Monday, July 19, 2010

The 68 Series

The 1968 World Series was a classic. The Tigers defeated the Cards behind the brilliant performance of Micky Lolich who outdueled Bob Gibson in the final game. The series also featured amazing performances from future hall of famers Al Kaline and Lou Brock. Yet most famous feat of the series has to be Gibson's game one performance when he threw a five hit shutout while striking out a World Series record 17.

The 68 Series also marked the farewell of two legendary sluggers, Tigers backup third baseman Eddie Mathews and Cardinals right fielder Roger Maris. I was shocked to discover that Mathews was only 36 years old and Maris just 34. At the time Mathews was in 6th place on the all time HR list with 512 and Maris was only seven years removed from his legendary 61 season. These are two players who peaked early and were considered "over the hill" by their early thirties. It was a time before long term contracts, specialized physical conditioning and the DH. One can only imagine the numbers Mathews could have put up if he had come around 10-15 years later.



Maris on the other hand never seemed to recover from his 61 season, never embraced by Yankee fans or excepted as the legit HR* king, he did seem to find some peace in St Louis when he provided veteran leadership and delivered some clutch hits during a fierce pennant drive in 67.

Monday, July 5, 2010

A master of light and shade.

1974 Topps #340 Matty Alou

As someone who considers himself a collector first and not an investor I love it when I come across a beauty like this. Matty Alou was released by the Padres in June of 1974, but not before Topps released this truly amazing card. The 1974 Topps set is probably my least favorite of the decade, it just seems so uninspired. San Diego also sported those hideous McDonald's uniforms until the mid eighties. The team plus that set are a recipe for disaster, this image seems to have been taken when Alou was with the Yankees in 73 and luckily he was caught sans hat. I mention this because he did not fall victim to Topps notorious mid seventies air-brush, teammate Willie McCovey with his insane peanut butter velour cap was not so lucky.






I'm sure this card's brilliance is a happy accident, the gold and brown design actually compliment the underexposed candid photo perfectly. Thank god he wasn't traded to the Cubs.

Sunday, July 4, 2010

Why I'm doing this:

2010 Allen and Ginter #212 Ken Griffey Jr.

Jeez you say, do we really need another sports card blog. I guess we probably don't, but here it is anyway.


This week I picked up a box of Allen and Ginter, I'm not caught up in Strausberg mania or anything sordid like that, I just like the cards and buy several boxes every year. Now I don't want to turn this into another pull/hit post so let me cut to the chase... I got a Griffey, not just any Griffey (there are thousands mind you) but the card released within weeks of his retirement. I'm sure there will be many, possibly hundreds of Griffey cards released in 2010 and 2011, but this one will always signify the end of a great career.
So that's the inspiration for this blog. I probably won't be featuring a lot of cards from the last twenty years, it's just to complicated to pin down a players last card these days and besides my interest is primarily "vintage" cards, but we'll see what happens.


■ **TRY IT**
Give every line of the data again, exactly.
※
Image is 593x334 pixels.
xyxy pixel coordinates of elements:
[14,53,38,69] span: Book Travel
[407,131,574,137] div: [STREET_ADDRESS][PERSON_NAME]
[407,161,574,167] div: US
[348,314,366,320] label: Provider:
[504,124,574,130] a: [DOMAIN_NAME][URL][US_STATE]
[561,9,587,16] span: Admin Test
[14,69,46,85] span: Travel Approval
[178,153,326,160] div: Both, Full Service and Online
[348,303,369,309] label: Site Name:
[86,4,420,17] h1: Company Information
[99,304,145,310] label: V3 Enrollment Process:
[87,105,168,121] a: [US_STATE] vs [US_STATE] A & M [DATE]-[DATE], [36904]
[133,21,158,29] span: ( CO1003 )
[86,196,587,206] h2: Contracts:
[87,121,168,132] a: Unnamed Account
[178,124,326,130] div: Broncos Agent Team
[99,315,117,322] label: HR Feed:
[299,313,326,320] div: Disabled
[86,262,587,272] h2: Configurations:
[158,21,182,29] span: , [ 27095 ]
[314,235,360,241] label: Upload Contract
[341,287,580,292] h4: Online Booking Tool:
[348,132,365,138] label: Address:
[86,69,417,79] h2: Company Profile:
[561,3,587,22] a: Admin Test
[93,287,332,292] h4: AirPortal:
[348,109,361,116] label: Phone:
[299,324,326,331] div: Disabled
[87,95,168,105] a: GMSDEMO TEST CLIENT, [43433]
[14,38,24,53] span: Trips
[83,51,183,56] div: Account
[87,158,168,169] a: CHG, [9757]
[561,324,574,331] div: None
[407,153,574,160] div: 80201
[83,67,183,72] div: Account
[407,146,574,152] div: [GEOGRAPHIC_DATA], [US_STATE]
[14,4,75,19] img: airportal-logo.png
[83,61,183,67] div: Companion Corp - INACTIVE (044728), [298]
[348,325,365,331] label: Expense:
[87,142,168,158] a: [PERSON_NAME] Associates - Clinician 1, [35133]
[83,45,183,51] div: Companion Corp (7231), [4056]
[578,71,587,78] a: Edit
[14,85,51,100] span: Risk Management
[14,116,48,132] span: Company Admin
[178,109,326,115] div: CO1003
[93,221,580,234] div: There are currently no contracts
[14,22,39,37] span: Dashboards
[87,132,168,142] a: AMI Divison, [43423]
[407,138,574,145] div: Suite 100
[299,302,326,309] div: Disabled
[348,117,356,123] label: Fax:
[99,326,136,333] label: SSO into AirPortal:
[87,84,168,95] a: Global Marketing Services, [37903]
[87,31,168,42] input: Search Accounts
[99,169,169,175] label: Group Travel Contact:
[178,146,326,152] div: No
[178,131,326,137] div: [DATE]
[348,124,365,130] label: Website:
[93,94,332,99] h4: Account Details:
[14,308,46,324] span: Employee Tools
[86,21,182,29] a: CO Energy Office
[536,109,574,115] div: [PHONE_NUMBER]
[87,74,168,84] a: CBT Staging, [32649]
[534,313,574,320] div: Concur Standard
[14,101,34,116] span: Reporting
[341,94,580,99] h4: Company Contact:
※
■ **EXERCISE RESPONSE**
Image is 593x334 pixels.
xyxy pixel coordinates of elements:
[14,53,38,69] span: Book Travel
[407,131,574,137] div: [STREET_ADDRESS][PERSON_NAME]
[407,161,574,167] div: US
[348,314,366,320] label: Provider:
[504,124,574,130] a: [DOMAIN_NAME][URL][US_STATE]
[561,9,587,16] span: Admin Test
[14,69,46,85] span: Travel Approval
[178,153,326,160] div: Both, Full Service and Online
[348,303,369,309] label: Site Name:
[86,4,420,17] h1: Company Information
[99,304,145,310] label: V3 Enrollment Process:
[87,105,168,121] a: [US_STATE] vs [US_STATE] A & M [DATE]-[DATE], [36904]
[133,21,158,29] span: ( CO1003 )
[86,196,587,206] h2: Contracts:
[87,121,168,132] a: Unnamed Account
[178,124,326,130] div: Broncos Agent Team
[99,315,117,322] label: HR Feed:
[299,313,326,320] div: Disabled
[86,262,587,272] h2: Configurations:
[158,21,182,29] span: , [ 27095 ]
[314,235,360,241] label: Upload Contract
[341,287,580,292] h4: Online Booking Tool:
[348,132,365,138] label: Address:
[86,69,417,79] h2: Company Profile:
[561,3,587,22] a: Admin Test
[93,287,332,292] h4: AirPortal:
[348,109,361,116] label: Phone:
[299,324,326,331] div: Disabled
[87,95,168,105] a: GMSDEMO TEST CLIENT, [43433]
[14,38,24,53] span: Trips
[83,51,183,56] div: Account
[87,158,168,169] a: CHG, [9757]
[561,324,574,331] div: None
[407,153,574,160] div: 80201
[83,67,183,72] div: Account
[407,146,574,152] div: [GEOGRAPHIC_DATA], [US_STATE]
[14,4,75,19] img: airportal-logo.png
[83,61,183,67] div: Companion Corp - INACTIVE (044728), [298]
[348,325,365,331] label: Expense:
[87,142,168,158] a: [PERSON_NAME] Associates - Clinician 1, [35133]
[83,45,183,51] div: Companion Corp (7231), [4056]
[578,71,587,78] a: Edit
[14,85,51,100] span: Risk Management
[14,116,48,132] span: Company Admin
[178,109,326,115] div: CO1003
[93,221,580,234] div: There are currently no contracts
[14,22,39,37] span: Dashboards
[87,132,168,142] a: AMI Divison, [43423]
[407,138,574,145] div: Suite 100
[299,302,326,309] div: Disabled
[348,117,356,123] label: Fax:
[99,326,136,333] label: SSO into AirPortal:
[87,84,168,95] a: Global Marketing Services, [37903]
[87,31,168,42] input: Search Accounts
[99,169,169,175] label: Group Travel Contact:
[178,146,326,152] div: No
[178,131,326,137] div: [DATE]
[348,124,365,130] label: Website:
[93,94,332,99] h4: Account Details:
[14,308,46,324] span: Employee Tools
[86,21,182,29] a: CO Energy Office
[536,109,574,115] div: [PHONE_NUMBER]
[87,74,168,84] a: CBT Staging, [32649]
[534,313,574,320] div: Concur Standard
[14,101,34,116] span: Reporting
[341,94,580,99] h4: Company Contact:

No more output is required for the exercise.